Still giving lip service to analytics? Then you're probably losing sales.

According to two new "cool vendor" reports from Gartner, analytics can help marketers convert contacts into sales.

While most marketers are already using some form of analytics, the ground is constantly shifting — and prescriptive analytics the new flavor of the month.

Who Is Cool (Or Is That Hot?)

Gartner's Cool Vendors in Data-Driven Marketing report focuses on the tools and techniques used to identify, manage, analyze and use an ever-growing number of data sets. It also looks at how marketers are building up their analytics and go-to marketing capabilities. 

The Cool Vendors in Tech Go-to-Market report looks at technology and service providers (TSPs) that provide Software-as-a-Service (SaaS)-based applications to increase B2B marketing and sales effectiveness, specifically in the technology sector.

“The unifying theme is really about making it easier for marketers and down-the line sales to make better decisions,” Todd Berkowitz, a co-authors of both reports, told CMSWire. “There is heavy usage of data, heavy use of analytics and an element of best practice there as well."

He added that the data driven marketing research is for B2B marketers who are selling to a wide range of companies.

10 Vendors

Between the two reports, Gartner identified 10 vendors with different takes on the problem of data and data analysis. 

In the Data-Driven Marketing list, Gartner cited (in alphabetical order):

  • Affino: Provides a next-generation research tool for marketers focused on social analytic insights and whose users are likely to be engage in public social networks
  • Datorama: A strong focus on integrating data sets and offering markets as way of taking meaning from those integrated data sets
  • EverString: For enterprises that are demand-generation focused with large volumes of leads and mature demand-generation programs, EverString’s technology is designed to improve conversion rates
  • Persado: The focus here is on marketers and advertisers who have a number of diverse products or business sub segments and who would benefit from automated personalization
  • Radius: Is for marketers and demand generation leaders that target small businesses

In the Cool Vendors in Tech Go-to-Market, Gartner cited:

  • Datanyze: Should be evaluated by sales development rep (SDR) teams to increase their knowledge of the lead or contact's technology stack environment and improve the quality of the first interaction
  • Demandbase: Marketing leaders with strategic accounts based on size or industry should be looking at this as part of their accounts-based marketing strategy to reach new customers and expand relationships with existing customers
  • Leadspace: This is for marketing teams looking to improve the effectiveness of their demand generation programs, while marketing leaders should also consider the company’s predictive lead scoring
  • SalesLoft: This is for the managers of teams with at least five SDRs as sell as sales operations leaders that use Salesforce for their sales force automation system to improve productivity, execution and effectiveness
  • Showpad: This is for sales enablement and channel leaders looking to improve collaboration across their multifaceted channel sales landscape, particularly when gaps in the co-branded content development process have been identified

Intelligent and Advanced

“The single biggest trend that we see in B2B is a move towards more intelligent and more advanced use of data analytics and predictive analytics as business users have more access to both more data and more third party applications and more external data sets,” he said.
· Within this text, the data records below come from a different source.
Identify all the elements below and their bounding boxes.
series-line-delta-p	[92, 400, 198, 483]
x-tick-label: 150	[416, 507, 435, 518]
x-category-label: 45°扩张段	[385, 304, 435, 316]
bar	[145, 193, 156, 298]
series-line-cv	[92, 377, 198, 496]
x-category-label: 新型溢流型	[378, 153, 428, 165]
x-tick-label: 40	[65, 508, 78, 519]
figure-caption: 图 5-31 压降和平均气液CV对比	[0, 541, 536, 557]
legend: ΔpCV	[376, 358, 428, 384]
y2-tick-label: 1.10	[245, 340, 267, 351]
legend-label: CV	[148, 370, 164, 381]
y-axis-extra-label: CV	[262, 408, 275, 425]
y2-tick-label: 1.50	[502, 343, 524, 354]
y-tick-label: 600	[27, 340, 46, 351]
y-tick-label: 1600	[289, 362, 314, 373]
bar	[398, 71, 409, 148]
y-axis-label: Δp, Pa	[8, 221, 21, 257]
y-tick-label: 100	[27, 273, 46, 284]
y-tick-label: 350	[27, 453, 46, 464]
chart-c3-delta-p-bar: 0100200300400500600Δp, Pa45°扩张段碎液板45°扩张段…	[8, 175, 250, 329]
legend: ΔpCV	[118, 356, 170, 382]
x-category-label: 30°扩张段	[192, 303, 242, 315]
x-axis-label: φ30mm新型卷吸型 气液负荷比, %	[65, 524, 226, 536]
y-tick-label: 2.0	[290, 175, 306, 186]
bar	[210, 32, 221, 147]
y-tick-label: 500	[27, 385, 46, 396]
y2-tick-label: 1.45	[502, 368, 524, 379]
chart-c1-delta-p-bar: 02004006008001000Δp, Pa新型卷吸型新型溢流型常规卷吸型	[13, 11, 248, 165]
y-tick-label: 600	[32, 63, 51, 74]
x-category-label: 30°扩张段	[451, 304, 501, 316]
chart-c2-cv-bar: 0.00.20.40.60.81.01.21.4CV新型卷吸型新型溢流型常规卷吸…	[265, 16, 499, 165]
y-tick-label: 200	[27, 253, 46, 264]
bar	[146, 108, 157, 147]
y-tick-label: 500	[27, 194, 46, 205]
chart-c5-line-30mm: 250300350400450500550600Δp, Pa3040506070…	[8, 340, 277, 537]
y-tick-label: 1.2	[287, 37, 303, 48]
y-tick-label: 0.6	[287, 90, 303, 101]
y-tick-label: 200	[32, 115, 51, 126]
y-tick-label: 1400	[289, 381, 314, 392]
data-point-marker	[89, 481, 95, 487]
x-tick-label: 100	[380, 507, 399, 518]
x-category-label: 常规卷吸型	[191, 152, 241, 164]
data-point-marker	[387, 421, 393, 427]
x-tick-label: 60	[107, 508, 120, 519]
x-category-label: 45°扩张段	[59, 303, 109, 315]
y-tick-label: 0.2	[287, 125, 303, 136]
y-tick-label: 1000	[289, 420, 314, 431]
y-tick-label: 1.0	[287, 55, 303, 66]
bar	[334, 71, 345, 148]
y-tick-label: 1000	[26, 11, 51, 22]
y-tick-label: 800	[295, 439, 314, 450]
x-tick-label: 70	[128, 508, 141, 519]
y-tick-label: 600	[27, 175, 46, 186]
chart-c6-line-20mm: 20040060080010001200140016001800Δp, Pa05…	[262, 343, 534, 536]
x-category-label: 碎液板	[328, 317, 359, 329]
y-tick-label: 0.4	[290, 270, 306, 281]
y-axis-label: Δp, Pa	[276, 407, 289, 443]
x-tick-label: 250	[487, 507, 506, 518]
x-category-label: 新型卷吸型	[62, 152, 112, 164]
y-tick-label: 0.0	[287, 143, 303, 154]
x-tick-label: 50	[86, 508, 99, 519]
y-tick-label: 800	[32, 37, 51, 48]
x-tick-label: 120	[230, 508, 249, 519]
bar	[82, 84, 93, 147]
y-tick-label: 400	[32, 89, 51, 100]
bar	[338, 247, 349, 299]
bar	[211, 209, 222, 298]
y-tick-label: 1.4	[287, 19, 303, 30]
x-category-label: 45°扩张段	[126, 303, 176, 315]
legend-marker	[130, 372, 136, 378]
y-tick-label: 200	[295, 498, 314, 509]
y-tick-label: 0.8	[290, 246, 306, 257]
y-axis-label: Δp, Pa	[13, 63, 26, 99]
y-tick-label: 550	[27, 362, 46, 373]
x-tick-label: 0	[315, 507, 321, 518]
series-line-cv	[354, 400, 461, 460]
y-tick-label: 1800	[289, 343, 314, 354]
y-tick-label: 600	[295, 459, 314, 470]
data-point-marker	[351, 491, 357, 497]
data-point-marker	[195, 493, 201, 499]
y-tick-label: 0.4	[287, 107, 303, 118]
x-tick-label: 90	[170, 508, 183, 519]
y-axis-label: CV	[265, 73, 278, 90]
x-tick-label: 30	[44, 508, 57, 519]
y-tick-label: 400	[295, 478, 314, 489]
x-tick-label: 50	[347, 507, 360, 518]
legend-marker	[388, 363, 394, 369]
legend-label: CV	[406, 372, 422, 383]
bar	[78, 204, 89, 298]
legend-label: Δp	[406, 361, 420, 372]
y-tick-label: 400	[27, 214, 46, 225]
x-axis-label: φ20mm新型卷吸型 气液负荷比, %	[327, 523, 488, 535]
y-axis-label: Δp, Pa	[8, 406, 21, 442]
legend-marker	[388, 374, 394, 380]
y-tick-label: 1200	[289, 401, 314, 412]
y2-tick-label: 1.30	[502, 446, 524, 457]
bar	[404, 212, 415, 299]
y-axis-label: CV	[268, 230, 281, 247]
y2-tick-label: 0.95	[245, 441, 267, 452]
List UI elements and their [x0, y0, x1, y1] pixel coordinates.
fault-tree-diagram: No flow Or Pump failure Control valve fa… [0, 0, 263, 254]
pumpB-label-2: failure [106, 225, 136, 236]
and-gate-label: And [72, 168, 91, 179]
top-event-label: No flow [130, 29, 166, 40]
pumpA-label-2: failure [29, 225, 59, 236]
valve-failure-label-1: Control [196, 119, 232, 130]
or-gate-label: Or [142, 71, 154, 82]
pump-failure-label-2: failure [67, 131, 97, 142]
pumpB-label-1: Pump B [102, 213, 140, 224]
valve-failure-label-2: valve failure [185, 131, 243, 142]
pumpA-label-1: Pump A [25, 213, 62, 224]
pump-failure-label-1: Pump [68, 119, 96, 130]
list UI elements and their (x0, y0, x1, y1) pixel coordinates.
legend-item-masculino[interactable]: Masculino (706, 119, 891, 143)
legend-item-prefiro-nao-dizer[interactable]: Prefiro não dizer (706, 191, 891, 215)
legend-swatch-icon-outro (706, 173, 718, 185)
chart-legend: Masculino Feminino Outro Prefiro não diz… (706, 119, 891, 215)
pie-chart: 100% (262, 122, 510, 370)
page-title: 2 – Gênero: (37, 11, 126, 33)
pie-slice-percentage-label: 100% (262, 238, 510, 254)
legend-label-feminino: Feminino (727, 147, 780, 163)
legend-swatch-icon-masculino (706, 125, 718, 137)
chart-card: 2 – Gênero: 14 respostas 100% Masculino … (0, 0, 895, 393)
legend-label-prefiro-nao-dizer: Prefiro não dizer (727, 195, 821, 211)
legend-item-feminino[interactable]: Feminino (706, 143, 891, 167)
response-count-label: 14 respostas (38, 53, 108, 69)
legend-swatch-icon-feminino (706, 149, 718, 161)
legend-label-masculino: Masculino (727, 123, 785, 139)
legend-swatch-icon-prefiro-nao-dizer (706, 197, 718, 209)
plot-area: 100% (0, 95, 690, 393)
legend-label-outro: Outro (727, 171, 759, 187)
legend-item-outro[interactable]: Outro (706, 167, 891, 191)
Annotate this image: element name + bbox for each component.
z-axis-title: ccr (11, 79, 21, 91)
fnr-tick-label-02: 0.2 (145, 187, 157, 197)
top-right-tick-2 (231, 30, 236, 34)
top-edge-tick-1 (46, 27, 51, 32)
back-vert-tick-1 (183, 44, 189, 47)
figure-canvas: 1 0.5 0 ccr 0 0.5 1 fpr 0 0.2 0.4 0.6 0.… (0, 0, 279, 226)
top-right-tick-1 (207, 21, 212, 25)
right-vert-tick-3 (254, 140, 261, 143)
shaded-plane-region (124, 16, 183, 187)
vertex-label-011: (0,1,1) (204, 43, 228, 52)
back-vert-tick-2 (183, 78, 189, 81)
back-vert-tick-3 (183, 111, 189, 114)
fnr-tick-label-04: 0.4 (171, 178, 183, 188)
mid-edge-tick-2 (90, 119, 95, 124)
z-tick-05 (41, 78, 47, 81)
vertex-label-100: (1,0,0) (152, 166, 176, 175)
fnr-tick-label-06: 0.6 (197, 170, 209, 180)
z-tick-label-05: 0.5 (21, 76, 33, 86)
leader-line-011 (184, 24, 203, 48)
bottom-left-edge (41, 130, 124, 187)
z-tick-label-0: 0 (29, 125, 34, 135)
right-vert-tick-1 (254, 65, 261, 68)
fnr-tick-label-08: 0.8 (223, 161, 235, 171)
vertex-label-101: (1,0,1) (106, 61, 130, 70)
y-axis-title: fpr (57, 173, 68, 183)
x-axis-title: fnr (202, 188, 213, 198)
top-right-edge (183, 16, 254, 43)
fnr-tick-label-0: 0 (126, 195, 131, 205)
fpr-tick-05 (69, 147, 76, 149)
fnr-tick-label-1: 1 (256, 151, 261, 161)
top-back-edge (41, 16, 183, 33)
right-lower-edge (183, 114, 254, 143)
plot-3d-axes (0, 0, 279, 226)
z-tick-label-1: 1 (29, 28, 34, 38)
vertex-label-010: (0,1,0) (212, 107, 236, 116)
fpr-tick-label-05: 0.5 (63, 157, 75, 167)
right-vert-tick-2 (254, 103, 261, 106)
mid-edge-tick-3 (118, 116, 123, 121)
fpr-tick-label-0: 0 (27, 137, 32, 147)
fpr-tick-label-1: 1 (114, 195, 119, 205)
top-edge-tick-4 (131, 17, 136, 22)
Using data science and machine learning, they are able to make better use of data to work out who they want to target, what companies, how to prioritize the leads they are getting and how to identify companies that are likely to order or buy from there.

More to the point, this is about advanced analytics moving into the B2B marketing space.

Learning Opportunities

“The B2C world has been using advanced analytics for years. But as more data becomes available from social, form proprietary data bases, from third party sources, and there are new applications that are able to take that data and merge it with the data in your own CRM system and quickly build you a model that will give you a score or accounts you can target. you don’t need a team of data scientist any more," he added.

Prescriptive Analytics

Berkowitz sees prescriptive analytics as they wave of the future.

Prescriptive analytics is the final evolutionary stage of analytics and is starting to emerge from data science labs and into the real world at the moment.

Gartner describes it as a form of advanced analytics which examines data or content to answer the question “What should be done?” or “What can we do to make _______ happen?” and is characterized by techniques such as graph analysis, simulation, complex event processing, neural networks, recommendation engines, heuristics, and machine learning.

Descriptive analytics, in contrast, looks at past performance and understands that performance by mining historical data to look for the reasons behind past success or failure. Most management reporting — such as sales, marketing, operations, and finance — use this type of post-mortem

“As you move through different levels of professional analytics you see that this [prescriptive analytics] is the next step," Berkowitz said.

“We have seen it [prescriptive] used a little bit on the sales analytics side already. It is likely that we will get to that stage with marketing so the marketer will know not only who is most likely to buy and what they will buy."

In the future, these kinds of analytics will enable marketers to identify prospects, how to best contact potential customers and understand what offers will be most effective.

"There are lots of other elements that could be brought in here and a lot of vendors are already looking at things like this," he said. Prescriptive analytics is where digital marketing is going, he added.